The Titanic was a British ocean liner that sank in 1912 on its very first voyage after striking an iceberg, killing about 1,500 people. The disaster shocked the world and became one of the most famous and studied tragedies in history.
The Titanic was the largest and most luxurious ship of its day, a marvel of engineering and a symbol of the age's confidence in technology. With its grand staircases, fine dining, and modern safety features, it was widely believed to be practically unsinkable, an assumption that would prove tragically misplaced.
On 10 April 1912 the Titanic set out from Southampton, England, bound for New York, carrying more than 2,200 passengers and crew. They ranged from wealthy elite travellers in opulent first class cabins to poor emigrants in steerage, seeking a new life in America, all sharing in the excitement of the maiden voyage.

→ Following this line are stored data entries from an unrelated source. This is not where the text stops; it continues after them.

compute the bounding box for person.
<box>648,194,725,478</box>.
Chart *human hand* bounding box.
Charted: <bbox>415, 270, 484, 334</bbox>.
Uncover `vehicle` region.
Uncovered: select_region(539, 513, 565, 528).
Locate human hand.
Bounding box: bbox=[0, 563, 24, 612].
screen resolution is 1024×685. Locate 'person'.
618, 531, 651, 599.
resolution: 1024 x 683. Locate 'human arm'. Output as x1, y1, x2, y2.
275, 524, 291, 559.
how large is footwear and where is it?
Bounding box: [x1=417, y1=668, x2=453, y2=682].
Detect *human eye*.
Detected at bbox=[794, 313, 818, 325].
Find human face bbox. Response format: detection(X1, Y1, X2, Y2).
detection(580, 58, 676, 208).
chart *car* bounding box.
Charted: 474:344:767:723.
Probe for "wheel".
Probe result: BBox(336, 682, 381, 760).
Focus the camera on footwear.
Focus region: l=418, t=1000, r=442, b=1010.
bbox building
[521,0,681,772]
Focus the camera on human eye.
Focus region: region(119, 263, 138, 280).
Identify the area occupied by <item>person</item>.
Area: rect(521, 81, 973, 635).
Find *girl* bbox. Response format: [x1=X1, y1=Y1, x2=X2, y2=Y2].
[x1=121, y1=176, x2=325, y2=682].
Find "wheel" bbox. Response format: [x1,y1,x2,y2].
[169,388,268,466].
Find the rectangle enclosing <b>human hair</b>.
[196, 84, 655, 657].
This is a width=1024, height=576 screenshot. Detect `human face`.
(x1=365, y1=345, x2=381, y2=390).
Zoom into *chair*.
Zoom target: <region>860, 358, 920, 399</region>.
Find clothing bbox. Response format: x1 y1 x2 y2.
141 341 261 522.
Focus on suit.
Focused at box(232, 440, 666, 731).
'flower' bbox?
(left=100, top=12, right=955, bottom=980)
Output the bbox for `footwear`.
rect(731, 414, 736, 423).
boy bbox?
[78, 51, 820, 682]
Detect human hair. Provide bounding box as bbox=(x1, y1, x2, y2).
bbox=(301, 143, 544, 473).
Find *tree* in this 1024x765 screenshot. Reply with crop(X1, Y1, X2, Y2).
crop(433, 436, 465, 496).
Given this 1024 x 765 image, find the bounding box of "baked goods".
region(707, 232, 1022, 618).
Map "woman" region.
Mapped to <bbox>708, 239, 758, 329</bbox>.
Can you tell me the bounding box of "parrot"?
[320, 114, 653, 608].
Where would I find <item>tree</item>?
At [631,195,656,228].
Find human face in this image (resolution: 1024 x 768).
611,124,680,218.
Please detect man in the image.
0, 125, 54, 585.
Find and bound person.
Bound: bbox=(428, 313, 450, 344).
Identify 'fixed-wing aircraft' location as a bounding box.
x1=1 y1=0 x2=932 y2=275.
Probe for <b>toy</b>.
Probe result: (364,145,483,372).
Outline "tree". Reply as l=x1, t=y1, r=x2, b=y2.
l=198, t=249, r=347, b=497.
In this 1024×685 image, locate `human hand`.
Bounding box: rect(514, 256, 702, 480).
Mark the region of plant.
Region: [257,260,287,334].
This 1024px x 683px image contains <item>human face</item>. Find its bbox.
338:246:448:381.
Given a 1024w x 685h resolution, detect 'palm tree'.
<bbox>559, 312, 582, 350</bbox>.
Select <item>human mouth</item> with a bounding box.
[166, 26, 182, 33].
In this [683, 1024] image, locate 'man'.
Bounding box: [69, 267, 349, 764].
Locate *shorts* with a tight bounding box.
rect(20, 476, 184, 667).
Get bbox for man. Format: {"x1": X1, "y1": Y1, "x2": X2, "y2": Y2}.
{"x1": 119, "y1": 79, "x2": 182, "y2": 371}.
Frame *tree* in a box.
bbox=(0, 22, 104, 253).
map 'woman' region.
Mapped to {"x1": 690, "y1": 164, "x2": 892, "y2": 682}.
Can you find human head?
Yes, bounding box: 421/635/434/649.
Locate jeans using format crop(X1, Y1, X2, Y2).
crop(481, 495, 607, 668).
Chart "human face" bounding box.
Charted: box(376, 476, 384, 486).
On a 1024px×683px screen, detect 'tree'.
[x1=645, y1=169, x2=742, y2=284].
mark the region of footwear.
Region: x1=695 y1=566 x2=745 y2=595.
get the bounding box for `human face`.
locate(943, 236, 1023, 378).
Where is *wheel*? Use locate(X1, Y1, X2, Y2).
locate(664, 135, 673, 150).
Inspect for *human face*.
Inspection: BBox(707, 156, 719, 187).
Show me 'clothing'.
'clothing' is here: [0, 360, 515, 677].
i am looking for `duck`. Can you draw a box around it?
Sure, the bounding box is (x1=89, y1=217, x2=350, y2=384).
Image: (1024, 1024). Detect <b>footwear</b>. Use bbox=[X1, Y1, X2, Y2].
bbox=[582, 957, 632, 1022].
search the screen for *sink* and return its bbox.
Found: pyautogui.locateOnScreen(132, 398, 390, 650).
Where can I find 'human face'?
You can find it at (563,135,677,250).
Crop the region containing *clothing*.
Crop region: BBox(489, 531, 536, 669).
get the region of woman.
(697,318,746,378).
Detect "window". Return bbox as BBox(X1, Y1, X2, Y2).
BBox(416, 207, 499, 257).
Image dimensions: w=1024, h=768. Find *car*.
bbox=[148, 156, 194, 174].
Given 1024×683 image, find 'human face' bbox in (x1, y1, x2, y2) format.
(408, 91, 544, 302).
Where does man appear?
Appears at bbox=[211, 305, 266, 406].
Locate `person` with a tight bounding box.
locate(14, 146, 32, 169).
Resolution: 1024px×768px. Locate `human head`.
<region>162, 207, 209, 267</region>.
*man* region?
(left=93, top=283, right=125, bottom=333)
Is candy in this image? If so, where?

Late on the night of 14 April, in calm, frigid waters, the Titanic struck an iceberg, which tore a series of gashes in its hull below the waterline. Water flooded into the ship's compartments, and despite its supposedly advanced design, the great liner began, slowly and inexorably, to sink.
The disaster was made far deadlier by a fatal shortage of lifeboats; there were nowhere near enough for everyone aboard. As the ship sank over the course of less than three hours, hundreds were left with no place in a boat, and many who ended up in the icy water perished within minutes.

In the chaos of the sinking, stories emerged of courage and order amid terror, of the band said to have played on as the ship went down, and of the rule that women and children should go first to the boats. About 700 people survived, plucked from the lifeboats by a ship that arrived too late to save the rest.
The Titanic disaster led to major reforms in maritime safety. New rules required ships to carry enough lifeboats for everyone aboard, to maintain a round the clock radio watch, and to follow safer practices in icy waters, changes that have saved countless lives in the years since.
For more than seven decades the wreck lay lost in the deep, until it was discovered in 1985, broken in two on the ocean floor more than three kilometres down. The haunting images of the rusting hulk brought the tragedy vividly back to life and allowed scientists to study the disaster anew.
More than a century later, the Titanic endures in books, films, exhibitions, and the public imagination as a powerful story of human ambition, class, courage, and tragedy. It stands as a lasting reminder of the limits of technology and of the human cost when confidence outruns caution.